Friday, December 6, 2019

Europe: "A Time Recession"

From Alhambra Investments:
Eurostat confirmed earlier today that Europe has so far avoided recession. At least, it hasn’t experienced what Economists call a cyclical peak. During the third quarter of 2019, Real GDP expanded by a thoroughly unimpressive +0.235% (Q/Q). This was a slight acceleration from a revised +0.185% the quarter before.

The real question, though, is whether the business cycle approach means anything in this day and age. I don’t think it does, and that’s a big part of why there’s so much confusion about both cause and effect.

For most people, certainly every monetary policymaker and central banker around Frankfurt, the more important number is 26. As in, Real GDP across all of the nineteen countries of the Euro Area has been positive for twenty-six straight quarters. It’s a seemingly impressive run of now six and a half years.

Mario Draghi has taken full credit for this, beginning long before he retired recently.
But upon closer examination you can see how something is just not right. Recession is the wrong bogeyman to focus on. There are, actually, much bigger problems and concerns hidden within these figures which remain on the plus side of zero. These are obscured because of the way in which we measure “expansion”, in linear terms.

First, though, the cause. US President Trump beginning to talk seriously about imposing tariffs on Chinese goods in the middle of 2018 cannot ever explain why the economy for nearly all of Europe clearly ran into a wall at the end of 2017. Economists, including those in Europe and at Europe’s central bank, have tried very hard to blame if not directly those trade tariffs then trade war and general protectionist sentiment.

According to their view, because we all know it cannot possibly be a global monetary problem, not with so much global QE’s and “money printing”, German and Italian industrial firms must have been worried about an issue that hadn’t yet been raised and so began cutting scaling back for a far distant future event that didn’t actually concern them. Yeah, it doesn’t come close to adding up.

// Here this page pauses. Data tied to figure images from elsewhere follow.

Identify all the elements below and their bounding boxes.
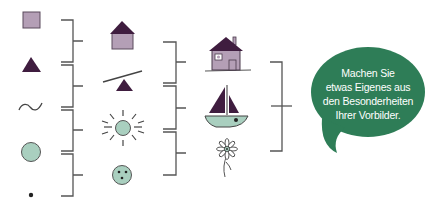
bubble-line-2: etwas Eigenes aus bbox=[318, 80, 418, 94]
flower-icon bbox=[217, 139, 238, 178]
triangle-icon bbox=[22, 57, 41, 72]
bubble-line-1: Machen Sie bbox=[318, 66, 418, 80]
speech-bubble-text: Machen Sie etwas Eigenes aus den Besonde… bbox=[318, 66, 418, 122]
bracket-final bbox=[270, 62, 292, 151]
wave-line-icon bbox=[19, 103, 42, 110]
bracket-7 bbox=[163, 132, 186, 175]
bubble-line-3: den Besonderheiten bbox=[318, 94, 418, 108]
seesaw-icon bbox=[103, 71, 142, 91]
combined-shapes-column bbox=[102, 21, 144, 185]
bracket-3 bbox=[61, 110, 83, 151]
dot-icon bbox=[29, 193, 33, 197]
bracket-2 bbox=[61, 65, 83, 107]
sailboat-icon bbox=[205, 85, 248, 127]
simple-house-icon bbox=[110, 21, 135, 49]
bracket-4 bbox=[61, 154, 83, 196]
detailed-images-column bbox=[205, 37, 251, 177]
bracket-6 bbox=[163, 86, 186, 129]
sun-icon bbox=[102, 110, 144, 146]
house-icon bbox=[205, 37, 251, 71]
bubble-line-4: Ihrer Vorbilder. bbox=[318, 108, 418, 122]
bracket-1 bbox=[61, 20, 83, 62]
face-ball-icon bbox=[113, 166, 132, 185]
bracket-5 bbox=[163, 42, 186, 83]
basic-shapes-column bbox=[19, 12, 42, 197]
brackets-col2 bbox=[163, 42, 186, 175]
circle-icon bbox=[22, 143, 41, 162]
brackets-col1 bbox=[61, 20, 83, 196]
square-icon bbox=[23, 12, 40, 28]
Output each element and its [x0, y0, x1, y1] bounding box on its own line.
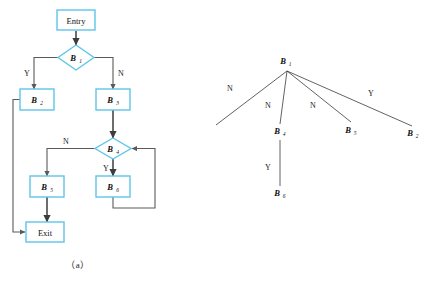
node-b4[interactable]: B 4	[95, 138, 131, 159]
node-entry[interactable]: Entry	[57, 10, 95, 30]
node-b3-label: B	[106, 95, 113, 105]
edge-b1-to-b3	[93, 58, 113, 90]
edge-label-b1-no: N	[118, 69, 124, 78]
tree-edge-label-b5: N	[310, 101, 316, 110]
tree-node-b2-label: B	[406, 128, 413, 138]
edge-b1-to-b2	[34, 58, 59, 90]
node-b2-label: B	[30, 95, 37, 105]
node-b2[interactable]: B 2	[20, 89, 54, 110]
tree-node-b4[interactable]: B 4	[273, 126, 285, 137]
node-b3[interactable]: B 3	[96, 89, 130, 110]
node-b1[interactable]: B 1	[58, 45, 94, 70]
tree-edge-root-to-b5	[287, 71, 351, 122]
tree-edge-label-b2: Y	[368, 89, 374, 98]
tree-node-root[interactable]: B 1	[279, 56, 291, 67]
edge-label-b1-yes: Y	[24, 69, 30, 78]
panel-tree: B 1 B 3 B 4 B 5 B 2	[216, 0, 432, 285]
edge-label-b4-yes: Y	[103, 164, 109, 173]
node-b1-subscript: 1	[79, 58, 82, 64]
edge-label-b4-no: N	[63, 137, 69, 146]
node-b5[interactable]: B 5	[30, 176, 64, 197]
edge-b4-to-b5	[47, 149, 96, 177]
node-b5-label: B	[40, 182, 47, 192]
edge-b2-to-exit	[13, 100, 25, 233]
tree-node-b5-label: B	[344, 125, 351, 135]
tree-node-b4-subscript: 4	[283, 131, 286, 137]
tree-edge-label-b3: N	[227, 84, 233, 93]
tree-node-b5-subscript: 5	[354, 130, 357, 136]
tree-node-b2[interactable]: B 2	[406, 128, 418, 139]
caption-panel-a: （a）	[48, 258, 108, 271]
node-b6-subscript: 6	[116, 187, 119, 193]
node-b5-subscript: 5	[50, 187, 53, 193]
tree-edge-label-b4: N	[265, 101, 271, 110]
tree-svg: B 1 B 3 B 4 B 5 B 2	[216, 0, 432, 250]
node-b2-subscript: 2	[40, 100, 43, 106]
node-b6[interactable]: B 6	[96, 176, 130, 197]
tree-node-b6[interactable]: B 6	[273, 188, 285, 199]
tree-node-b5[interactable]: B 5	[344, 125, 356, 136]
panel-flowchart: Entry B 1 B 2 B 3 B	[0, 0, 216, 285]
tree-node-b4-label: B	[273, 126, 280, 136]
node-entry-label: Entry	[67, 16, 87, 26]
flowchart-svg: Entry B 1 B 2 B 3 B	[0, 0, 216, 250]
tree-node-b2-subscript: 2	[416, 133, 419, 139]
node-b6-label: B	[106, 182, 113, 192]
node-b4-subscript: 4	[116, 149, 119, 155]
tree-edge-root-to-b2	[287, 71, 412, 126]
tree-edge-root-to-b3	[216, 71, 287, 128]
tree-edge-root-to-b4	[280, 71, 287, 124]
node-exit-label: Exit	[38, 228, 53, 238]
tree-node-b6-subscript: 6	[283, 193, 286, 199]
figure-container: Entry B 1 B 2 B 3 B	[0, 0, 432, 285]
node-exit[interactable]: Exit	[26, 222, 64, 242]
node-b1-label: B	[69, 53, 76, 63]
tree-node-b6-label: B	[273, 188, 280, 198]
tree-node-root-label: B	[279, 56, 286, 66]
tree-node-root-subscript: 1	[289, 61, 292, 67]
tree-edge-label-b6: Y	[265, 163, 271, 172]
node-b3-subscript: 3	[115, 100, 119, 106]
node-b4-label: B	[106, 144, 113, 154]
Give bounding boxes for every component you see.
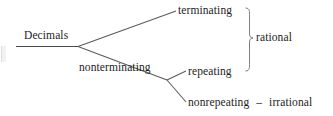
branch-root-to-terminating bbox=[78, 11, 176, 47]
branch-nonterminating-to-repeating bbox=[167, 71, 186, 80]
node-nonrepeating-row: nonrepeating–irrational bbox=[188, 96, 312, 108]
node-terminating: terminating bbox=[178, 4, 232, 16]
dash-separator: – bbox=[249, 96, 269, 108]
branch-nonterminating-to-nonrepeating bbox=[167, 80, 186, 102]
node-repeating: repeating bbox=[188, 65, 232, 77]
node-nonterminating: nonterminating bbox=[79, 61, 151, 73]
rational-grouping-brace bbox=[246, 8, 253, 71]
node-rational: rational bbox=[256, 31, 292, 43]
decimals-tree-figure: Decimals nonterminating terminating repe… bbox=[0, 0, 333, 116]
node-decimals: Decimals bbox=[24, 29, 68, 41]
node-irrational: irrational bbox=[269, 96, 312, 108]
node-nonrepeating: nonrepeating bbox=[188, 96, 249, 108]
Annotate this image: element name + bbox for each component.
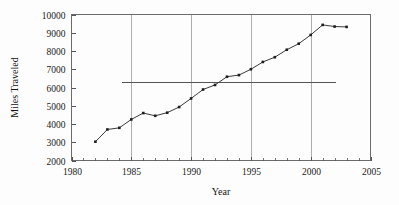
grid-lines [132,15,312,161]
data-point-2001 [321,24,324,27]
x-tick-label-1995: 1995 [242,167,261,177]
y-tick-label-9000: 9000 [47,29,66,39]
data-point-2000 [309,34,312,37]
data-point-1990 [190,97,193,100]
data-point-1989 [178,106,181,109]
x-tick-label-1985: 1985 [122,167,141,177]
data-point-1983 [106,128,109,131]
y-axis-title: Miles Traveled [9,57,20,117]
data-point-1992 [214,84,217,87]
series-markers [94,24,348,143]
y-tick-label-10000: 10000 [42,11,66,21]
data-point-1987 [154,114,157,117]
data-point-1999 [297,42,300,45]
data-point-2002 [333,25,336,28]
chart-container: 2000300040005000600070008000900010000 19… [0,0,399,205]
data-point-1993 [226,75,229,78]
data-point-1982 [94,140,97,143]
data-point-1996 [262,61,265,64]
data-point-1986 [142,112,145,115]
y-tick-label-5000: 5000 [47,102,66,112]
data-point-1998 [285,48,288,51]
miles-traveled-line-chart: 2000300040005000600070008000900010000 19… [0,0,399,205]
y-axis-tick-labels: 2000300040005000600070008000900010000 [42,11,66,167]
plot-frame [72,15,371,161]
data-point-1985 [130,118,133,121]
y-tick-label-7000: 7000 [47,65,66,75]
x-tick-label-2005: 2005 [362,167,381,177]
data-point-1995 [250,68,253,71]
data-point-1991 [202,88,205,91]
x-axis-title: Year [212,186,231,197]
plot-border [72,15,371,161]
y-tick-label-2000: 2000 [47,157,66,167]
y-tick-label-6000: 6000 [47,84,66,94]
series-line-miles-traveled [95,25,346,142]
y-tick-label-8000: 8000 [47,47,66,57]
x-tick-label-1990: 1990 [182,167,201,177]
y-axis-ticks [72,16,76,162]
data-point-1984 [118,127,121,130]
data-point-2003 [345,26,348,29]
x-axis-ticks [73,157,372,161]
x-axis-tick-labels: 198019851990199520002005 [63,167,381,177]
y-tick-label-4000: 4000 [47,120,66,130]
data-point-1988 [166,111,169,114]
y-tick-label-3000: 3000 [47,138,66,148]
data-point-1997 [274,56,277,59]
data-point-1994 [238,74,241,77]
x-tick-label-1980: 1980 [63,167,82,177]
data-series [94,24,348,143]
x-tick-label-2000: 2000 [302,167,321,177]
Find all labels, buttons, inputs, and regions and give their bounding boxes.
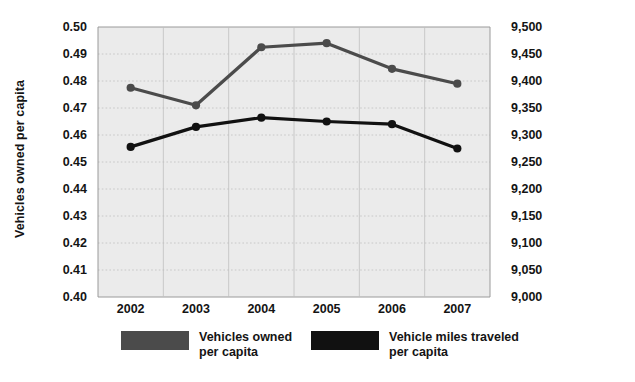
x-axis-tick-label: 2006 [378, 303, 406, 316]
x-axis-tick-label: 2002 [117, 303, 145, 316]
data-point [257, 114, 265, 122]
data-point [192, 101, 200, 109]
line-chart: Vehicles owned per capita Annual vehicle… [0, 0, 635, 382]
x-axis-tick-label: 2004 [247, 303, 275, 316]
data-point [453, 144, 461, 152]
data-point [388, 120, 396, 128]
legend-label-vehicle-miles-traveled: Vehicle miles traveled per capita [389, 330, 519, 360]
legend-label-vehicles-owned: Vehicles owned per capita [199, 330, 292, 360]
data-point [192, 123, 200, 131]
data-point [127, 143, 135, 151]
plot-area [98, 27, 490, 297]
x-axis-tick-label: 2007 [443, 303, 471, 316]
legend-item-vehicles-owned: Vehicles owned per capita [121, 330, 292, 360]
data-point [388, 65, 396, 73]
x-axis-tick-label: 2003 [182, 303, 210, 316]
plot-svg [98, 27, 490, 297]
x-axis-tick-label: 2005 [313, 303, 341, 316]
data-point [453, 80, 461, 88]
legend-item-vehicle-miles-traveled: Vehicle miles traveled per capita [311, 330, 519, 360]
data-point [323, 117, 331, 125]
data-point [257, 43, 265, 51]
data-point [323, 39, 331, 47]
chart-legend: Vehicles owned per capita Vehicle miles … [0, 330, 635, 370]
legend-swatch-vehicles-owned [121, 331, 189, 350]
data-point [127, 84, 135, 92]
legend-swatch-vehicle-miles-traveled [311, 331, 379, 350]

No, what changed right at the outset of 2018 was the euro – meaning the dollar. The early warning signs of late 2017 were swallowed up by the inflation hysteria sweeping the globe, especially in Europe, where it was said recovery had been found at long last. Mario Draghi most of all.
While he was saying it, though, the economy fell out right from beneath his feet. It didn’t lead to the mainstream view of recession, several negative quarters of GDP, but it has added up to something like that already. With these new figures in hand, that’s seven quarters and counting of…something.
Here’s what I mean:
Not only did the underlying financial circumstances change, they did so in economic circumstances going right through the industrial sector.